A global synthesis reveals biodiversity-mediated benefits for crop production

Human land use threatens global biodiversity and compromises multiple ecosystem functions critical to food production. Whether crop yield–related ecosystem services can be maintained by a few dominant species or rely on high richness remains unclear. Using a global database from 89 studies (with 1...

Descripción completa

Detalles Bibliográficos
Autores principales: Dainese, Matteo, Martin, Emily A., Aizen, Marcelo A., Albrecht, Matthias, Bartomeus, Ignasi, Bommarco, Riccardo, Carvalheiro, Luisa G., Chaplin-Kramer, Rebecca, Gagic, Vesna, Garibaldi, Lucas A., 91 autores más
Formato: Artículo
Lenguaje:Inglés
Publicado: American Association for the Advancement of Science, Washington,DC, USA 2020
Materias:
Acceso en línea:https://repositorio.catie.ac.cr/handle/11554/9472
http://dx.doi.org/10.1126/sciadv.aax0121
Descripción
Sumario:Human land use threatens global biodiversity and compromises multiple ecosystem functions critical to food production. Whether crop yield–related ecosystem services can be maintained by a few dominant species or rely on high richness remains unclear. Using a global database from 89 studies (with 1475 locations), we partition the relative importance of species richness, abundance, and dominance for pollination; biological pest control; and final yields in the context of ongoing land-use change. Pollinator and enemy richness directly supported ecosystem services in addition to and independent of abundance and dominance. Up to 50% of the negative effects of landscape simplification on ecosystem services was due to richness losses of service-providing organisms, with negative consequences for crop yields. Maintaining the biodiversity of ecosystem service providers is therefore vital to sustain the flow of key agroecosystem benefits to society.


TO DO: Copy each line of the listing where the word "Datastructure" can be found.
☆ ☆ ☆ ☆
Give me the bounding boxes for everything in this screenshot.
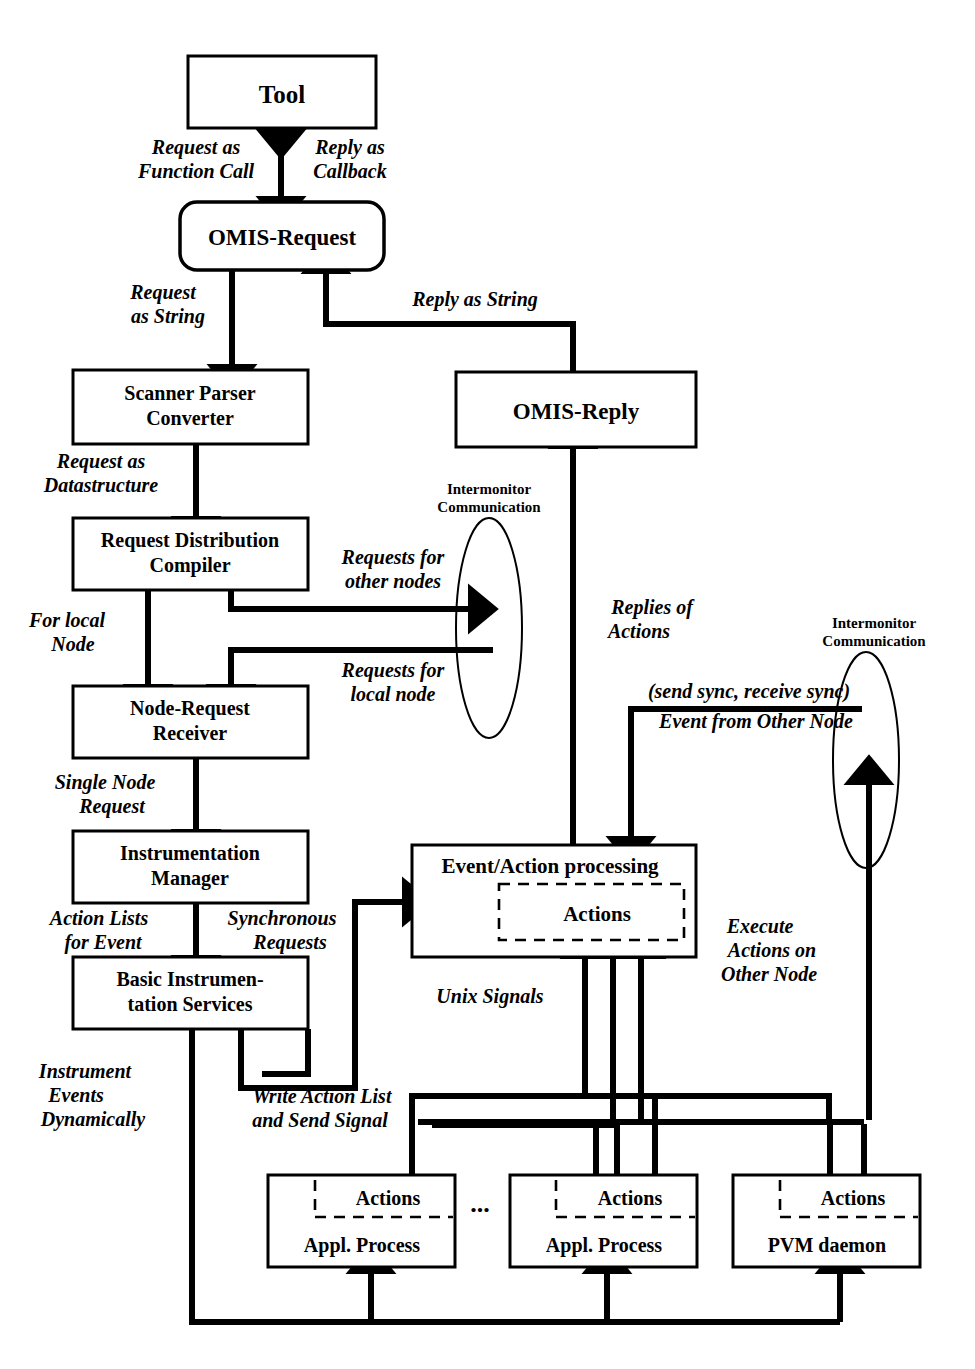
node-scanner-label-line1: Scanner Parser (124, 382, 255, 404)
svg-text:as String: as String (131, 305, 205, 328)
svg-text:Replies of: Replies of (610, 596, 695, 619)
svg-text:Events: Events (47, 1084, 104, 1106)
svg-text:Datastructure: Datastructure (43, 474, 159, 496)
node-nrr-label-line1: Node-Request (130, 697, 250, 720)
svg-text:other nodes: other nodes (345, 570, 441, 592)
edge-write-action-list-and-send-signal (262, 1029, 308, 1074)
svg-text:Request: Request (78, 795, 146, 818)
node-node-request-receiver[interactable]: Node-Request Receiver (73, 686, 308, 758)
label-execute-actions-on-other-node: Execute Actions on Other Node (721, 915, 817, 985)
edge-pvm-top (830, 1124, 864, 1175)
svg-text:Callback: Callback (313, 160, 386, 182)
node-scanner-parser-converter[interactable]: Scanner Parser Converter (73, 370, 308, 444)
node-tool-label: Tool (259, 81, 305, 108)
label-request-as-datastructure: Request as Datastructure (43, 450, 159, 496)
label-synchronous-requests: Synchronous Requests (228, 907, 337, 954)
node-event-action-processing[interactable]: Event/Action processing Actions (412, 845, 696, 957)
svg-text:Request: Request (129, 281, 197, 304)
svg-text:Request as: Request as (151, 136, 241, 159)
label-unix-signals: Unix Signals (436, 985, 543, 1008)
node-bis-label-line1: Basic Instrumen- (116, 968, 263, 990)
label-for-local-node: For local Node (28, 609, 106, 655)
svg-text:Requests for: Requests for (341, 659, 445, 682)
oval-intermonitor-right: Intermonitor Communication (822, 615, 926, 868)
svg-text:and Send Signal: and Send Signal (252, 1109, 388, 1132)
oval-left-label-line1: Intermonitor (447, 481, 531, 497)
label-request-as-string: Request as String (129, 281, 205, 328)
node-instrumentation-manager[interactable]: Instrumentation Manager (73, 831, 308, 903)
node-pvm-daemon[interactable]: Actions PVM daemon (733, 1175, 920, 1267)
node-proc1-inner-actions: Actions (356, 1187, 421, 1209)
node-pvm-inner-actions: Actions (821, 1187, 886, 1209)
svg-text:Request as: Request as (56, 450, 146, 473)
svg-text:Actions on: Actions on (726, 939, 816, 961)
node-pvm-label: PVM daemon (768, 1234, 886, 1256)
svg-text:Requests: Requests (252, 931, 327, 954)
edge-unix-signals-3 (641, 957, 829, 1175)
svg-text:Actions: Actions (606, 620, 670, 642)
svg-text:For local: For local (28, 609, 106, 631)
node-eap-title: Event/Action processing (441, 854, 659, 878)
node-request-distribution-compiler[interactable]: Request Distribution Compiler (73, 518, 308, 590)
label-event-from-other-node: Event from Other Node (658, 710, 853, 733)
label-action-lists-for-event: Action Lists for Event (48, 907, 149, 954)
node-basic-instrumentation-services[interactable]: Basic Instrumen- tation Services (73, 957, 308, 1029)
edge-requests-for-other-nodes (231, 590, 470, 609)
svg-text:for Event: for Event (64, 931, 143, 954)
diagram-canvas: Intermonitor Communication Intermonitor … (0, 0, 975, 1369)
svg-text:Write Action List: Write Action List (253, 1085, 393, 1107)
svg-text:Other Node: Other Node (721, 963, 817, 985)
label-replies-of-actions: Replies of Actions (606, 596, 695, 642)
node-omis-reply[interactable]: OMIS-Reply (456, 372, 696, 447)
svg-text:Synchronous: Synchronous (228, 907, 337, 930)
label-instrument-events-dynamically: Instrument Events Dynamically (38, 1060, 145, 1131)
node-scanner-label-line2: Converter (146, 407, 234, 429)
node-proc2-label: Appl. Process (546, 1234, 663, 1257)
label-write-action-list-and-send-signal: Write Action List and Send Signal (252, 1085, 393, 1132)
node-nrr-label-line2: Receiver (153, 722, 228, 744)
node-proc2-inner-actions: Actions (598, 1187, 663, 1209)
svg-text:Reply as String: Reply as String (411, 288, 538, 311)
node-rdc-label-line1: Request Distribution (101, 529, 279, 552)
label-reply-as-callback: Reply as Callback (313, 136, 386, 182)
node-eap-inner-actions: Actions (563, 902, 631, 926)
node-proc1-label: Appl. Process (304, 1234, 421, 1257)
edge-reply-as-string (326, 272, 573, 372)
svg-text:Requests for: Requests for (341, 546, 445, 569)
svg-text:Instrument: Instrument (38, 1060, 133, 1082)
label-reply-as-string: Reply as String (411, 288, 538, 311)
node-im-label-line1: Instrumentation (120, 842, 260, 864)
node-appl-process-1[interactable]: Actions Appl. Process (268, 1175, 455, 1267)
label-single-node-request: Single Node Request (55, 771, 156, 818)
node-rdc-label-line2: Compiler (149, 554, 230, 577)
node-bis-label-line2: tation Services (128, 993, 253, 1015)
node-omis-reply-label: OMIS-Reply (513, 399, 640, 424)
label-request-as-function-call: Request as Function Call (137, 136, 255, 182)
label-requests-for-local-node: Requests for local node (341, 659, 445, 705)
svg-text:Single Node: Single Node (55, 771, 156, 794)
svg-text:Reply as: Reply as (314, 136, 385, 159)
label-requests-for-other-nodes: Requests for other nodes (341, 546, 445, 592)
svg-text:Node: Node (50, 633, 94, 655)
node-tool[interactable]: Tool (188, 56, 376, 128)
svg-text:Dynamically: Dynamically (40, 1108, 146, 1131)
svg-text:Action Lists: Action Lists (48, 907, 149, 929)
svg-text:Function Call: Function Call (137, 160, 255, 182)
ellipsis-label: ... (470, 1189, 490, 1218)
node-omis-request-label: OMIS-Request (208, 225, 357, 250)
svg-text:Event from Other Node: Event from Other Node (658, 710, 853, 733)
node-im-label-line2: Manager (151, 867, 229, 890)
edge-bottom-bus-to-processes (371, 1272, 840, 1322)
svg-text:local node: local node (351, 683, 436, 705)
architecture-diagram: Intermonitor Communication Intermonitor … (0, 0, 975, 1369)
oval-left-label-line2: Communication (437, 499, 541, 515)
svg-text:Unix Signals: Unix Signals (436, 985, 543, 1008)
svg-text:(send sync, receive sync): (send sync, receive sync) (648, 680, 850, 703)
node-omis-request[interactable]: OMIS-Request (180, 202, 384, 270)
oval-right-label-line1: Intermonitor (832, 615, 916, 631)
node-appl-process-2[interactable]: Actions Appl. Process (510, 1175, 697, 1267)
svg-text:Execute: Execute (726, 915, 794, 937)
oval-right-label-line2: Communication (822, 633, 926, 649)
label-send-sync-receive-sync: (send sync, receive sync) (648, 680, 850, 703)
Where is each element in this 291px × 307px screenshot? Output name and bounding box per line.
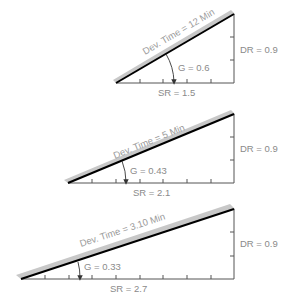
sr-label: SR = 1.5 xyxy=(158,87,195,98)
base-ticks xyxy=(92,179,211,183)
sr-label: SR = 2.1 xyxy=(133,187,170,198)
vertical-ticks xyxy=(230,137,234,160)
dr-label: DR = 0.9 xyxy=(240,238,278,249)
gradient-arc-icon xyxy=(78,262,80,278)
shade-band xyxy=(113,10,235,83)
gradient-arc-icon xyxy=(166,54,174,82)
dr-label: DR = 0.9 xyxy=(240,143,278,154)
triangle-panel-3: Dev. Time = 3.10 Min G = 0.33 SR = 2.7 D… xyxy=(16,204,278,294)
gradient-arc-icon xyxy=(122,161,126,182)
shade-band xyxy=(16,204,235,279)
hypotenuse xyxy=(116,14,234,83)
dev-time-label: Dev. Time = 5 Min xyxy=(112,122,187,161)
base-ticks xyxy=(45,275,211,279)
base-ticks xyxy=(140,79,211,83)
sr-label: SR = 2.7 xyxy=(110,283,147,294)
triangle-panel-1: Dev. Time = 12 Min G = 0.6 SR = 1.5 DR =… xyxy=(113,6,278,98)
hypotenuse xyxy=(21,209,234,279)
triangle-panel-2: Dev. Time = 5 Min G = 0.43 SR = 2.1 DR =… xyxy=(64,110,278,198)
gradient-label: G = 0.33 xyxy=(84,261,121,272)
gradient-label: G = 0.6 xyxy=(178,62,209,73)
vertical-ticks xyxy=(230,232,234,256)
slope-diagram: Dev. Time = 12 Min G = 0.6 SR = 1.5 DR =… xyxy=(0,0,291,307)
gradient-label: G = 0.43 xyxy=(130,165,167,176)
dr-label: DR = 0.9 xyxy=(240,44,278,55)
vertical-ticks xyxy=(230,37,234,60)
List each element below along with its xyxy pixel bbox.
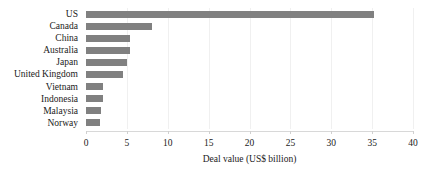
x-axis-tick-label: 35 bbox=[367, 136, 377, 150]
x-axis-tick bbox=[168, 131, 169, 134]
category-label-norway: Norway bbox=[0, 117, 82, 129]
x-axis-tick-labels: 0510152025303540 bbox=[86, 136, 413, 150]
x-axis-tick bbox=[250, 131, 251, 134]
bar-australia bbox=[86, 47, 130, 54]
bar-us bbox=[86, 11, 374, 18]
x-axis-tick-label: 25 bbox=[286, 136, 296, 150]
x-axis-title: Deal value (US$ billion) bbox=[86, 153, 413, 166]
bar-united-kingdom bbox=[86, 71, 123, 78]
category-label-us: US bbox=[0, 8, 82, 20]
category-label-malaysia: Malaysia bbox=[0, 105, 82, 117]
x-axis-tick bbox=[413, 131, 414, 134]
bar-china bbox=[86, 35, 130, 42]
category-label-china: China bbox=[0, 32, 82, 44]
category-label-australia: Australia bbox=[0, 44, 82, 56]
bar-japan bbox=[86, 59, 127, 66]
bar-row bbox=[86, 8, 413, 20]
bar-row bbox=[86, 81, 413, 93]
x-axis-tick-label: 0 bbox=[84, 136, 89, 150]
plot-area bbox=[86, 8, 413, 129]
bar-malaysia bbox=[86, 107, 101, 114]
category-label-japan: Japan bbox=[0, 56, 82, 68]
bar-norway bbox=[86, 119, 100, 126]
x-axis-tick bbox=[331, 131, 332, 134]
category-label-united-kingdom: United Kingdom bbox=[0, 68, 82, 80]
bar-row bbox=[86, 44, 413, 56]
bar-indonesia bbox=[86, 95, 103, 102]
x-axis-tick-label: 5 bbox=[125, 136, 130, 150]
x-axis-ticks bbox=[86, 131, 413, 134]
bar-canada bbox=[86, 23, 152, 30]
bar-row bbox=[86, 105, 413, 117]
bar-row bbox=[86, 117, 413, 129]
x-axis-tick-label: 10 bbox=[163, 136, 173, 150]
x-axis-tick bbox=[372, 131, 373, 134]
bar-row bbox=[86, 32, 413, 44]
x-axis-tick-label: 15 bbox=[204, 136, 214, 150]
category-axis: US Canada China Australia Japan United K… bbox=[0, 8, 82, 129]
gridline bbox=[413, 8, 414, 129]
x-axis-tick bbox=[209, 131, 210, 134]
x-axis-tick bbox=[290, 131, 291, 134]
bar-row bbox=[86, 56, 413, 68]
x-axis-tick-label: 40 bbox=[408, 136, 418, 150]
category-label-indonesia: Indonesia bbox=[0, 93, 82, 105]
x-axis-tick bbox=[86, 131, 87, 134]
bar-row bbox=[86, 68, 413, 80]
x-axis-tick-label: 30 bbox=[327, 136, 337, 150]
bar-chart: US Canada China Australia Japan United K… bbox=[0, 0, 431, 179]
bar-vietnam bbox=[86, 83, 103, 90]
category-label-vietnam: Vietnam bbox=[0, 81, 82, 93]
category-label-canada: Canada bbox=[0, 20, 82, 32]
x-axis-tick-label: 20 bbox=[245, 136, 255, 150]
bar-row bbox=[86, 93, 413, 105]
bar-row bbox=[86, 20, 413, 32]
bars-layer bbox=[86, 8, 413, 129]
x-axis-tick bbox=[127, 131, 128, 134]
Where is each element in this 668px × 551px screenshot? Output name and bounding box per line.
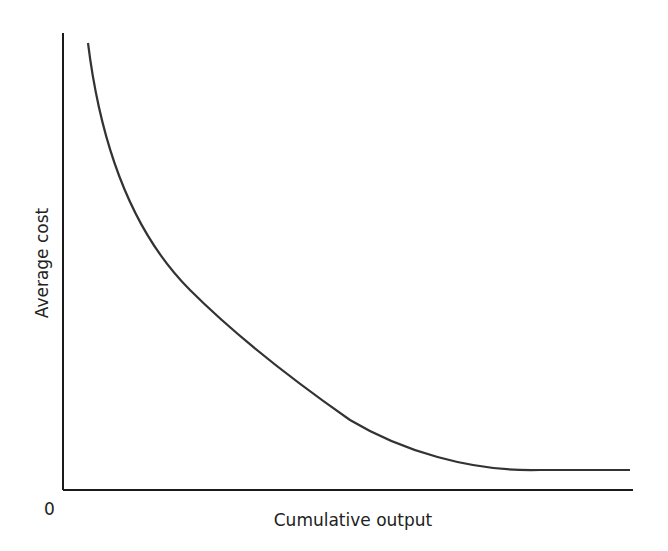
y-axis-label: Average cost [32,207,52,318]
average-cost-curve [88,43,630,470]
chart: 0 Cumulative output Average cost [0,0,668,551]
origin-label: 0 [44,499,55,519]
x-axis-label: Cumulative output [274,510,433,530]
☆ ☆ ☆ ☆
ANSWER TO THE EXERCISE:
svg-text:Datastructure: Datastructure (43, 474, 159, 496)
label-request-as-datastructure: Request as Datastructure (43, 450, 159, 496)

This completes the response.